Krafft and his cronies, reluctant to call an end to their New Year’s Eve partying, raided a downtown hardware store in the wee hours and helped themselves to cowbells, gongs, rakes and hoes. They then set back out into the night and woke up the town as they rang the bells and gongs and clanged the rakes and hoes against iron fences and lampposts.

The following year, they formed the “Cowbellions de Rakin”--the first mystic society in the nation and the progenitor of the exclusive present-day clubs in both Mobile and New Orleans that stage Mardi Gras parades and balls. In 1840, the Cowbellions also set a new fashion when they presented a New Year’s Eve parade complete with floats and a theme--”heathen gods and goddesses.”

“If New Orleans styles itself as the home of the Mardi Gras, it’s because it can lay claim to forming the first of these societies devoted exclusively to Mardi Gras celebrations in the 1850s,” said Caldwell Delaney, Mobile’s official historian and director of the City Museum. “In Mobile, the societies restricted their celebrating to New Year’s Eve until after the War between the States.”

Boost to Both Cities

Today, Mardi Gras in New Orleans draws more than 1 million visitors annually and pumps an estimated $114 million into New Orleans’ economy.

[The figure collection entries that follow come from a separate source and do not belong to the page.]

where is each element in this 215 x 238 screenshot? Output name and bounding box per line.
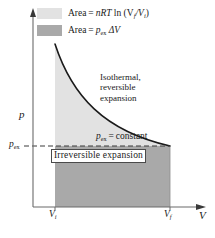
legend-swatch-irreversible [37,25,62,36]
legend-prefix-reversible: Area = [68,8,96,18]
y-axis-label: p [19,108,25,121]
legend-label-irreversible: Area = pex ΔV [68,25,120,36]
y-tick-pex-sub: ex [14,143,20,150]
annotation-isothermal-line1: Isothermal, [100,72,141,82]
legend-slash-v: /V [135,8,143,18]
annotation-pex-rest: = constant [107,131,148,141]
annotation-irreversible-expansion: Irreversible expansion [51,149,146,163]
legend-paren-open: (V [124,8,134,18]
legend-nrt: nRT [96,8,112,18]
legend-swatch-reversible [37,8,62,19]
annotation-isothermal-line2: reversible [100,82,135,92]
x-tick-vf-sub: f [170,213,172,220]
annotation-isothermal-reversible-expansion: Isothermal,reversibleexpansion [100,72,141,103]
legend-label-reversible: Area = nRT ln (Vf/Vi) [68,8,149,19]
y-axis-arrowhead [30,8,36,17]
legend-paren-close: ) [146,8,149,18]
x-tick-label-vf: Vf [164,209,172,220]
annotation-pex-constant: pex = constant [96,131,148,142]
pv-diagram-figure: Area = nRT ln (Vf/Vi) Area = pex ΔV p V … [0,0,215,238]
legend-prefix-irreversible: Area = [68,25,96,35]
annotation-isothermal-line3: expansion [100,93,137,103]
legend-sub-ex: ex [100,29,106,36]
legend-ln: ln [114,8,121,18]
x-tick-vi-sub: i [55,213,57,220]
x-axis-label: V [199,209,206,222]
x-tick-label-vi: Vi [49,209,57,220]
y-tick-label-pex: pex [9,139,20,150]
legend-delta-v: ΔV [109,25,120,35]
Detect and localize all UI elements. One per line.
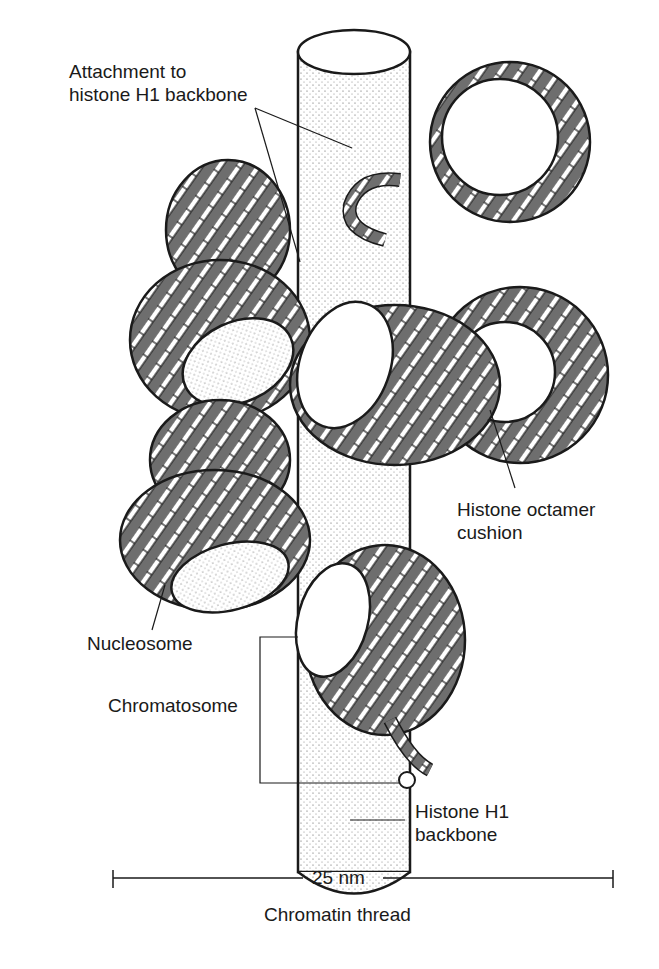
label-histone-octamer: Histone octamer cushion <box>457 498 595 544</box>
scale-label: 25 nm <box>312 866 365 889</box>
label-chromatosome: Chromatosome <box>108 694 238 717</box>
figure-title: Chromatin thread <box>264 903 411 926</box>
label-attachment-line2: histone H1 backbone <box>69 83 248 106</box>
label-nucleosome: Nucleosome <box>87 632 193 655</box>
label-attachment: Attachment to histone H1 backbone <box>69 60 248 106</box>
nucleosome-upper-left <box>130 160 310 423</box>
label-backbone-line2: backbone <box>415 823 509 846</box>
nucleosome-lower-left <box>120 400 310 624</box>
label-backbone-line1: Histone H1 <box>415 800 509 823</box>
nucleosome-middle-right <box>280 287 608 465</box>
chromatin-diagram <box>0 0 659 969</box>
label-octamer-line1: Histone octamer <box>457 498 595 521</box>
label-attachment-line1: Attachment to <box>69 60 248 83</box>
label-histone-h1-backbone: Histone H1 backbone <box>415 800 509 846</box>
label-octamer-line2: cushion <box>457 521 595 544</box>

Mobile’s celebration does not rival New Orleans’ in tourist revenue, but it is still an economic blessing for this hard-pressed city. The Chamber of Commerce estimates that the holiday season pumps about $20 million into the local economy, including expenditures for costumes, gowns, floats and “throws.”

“Throws” are the beads, trinkets, aluminum doubloons, candy and the like that are tossed from the floats to scrambling crowds during each parade. The most prized catch of all, Mobilians say, are Moon Pies, a traditional Southern confection of chocolate and marshmallow. Mardi Gras officials estimate more than 2 million of these are thrown each year.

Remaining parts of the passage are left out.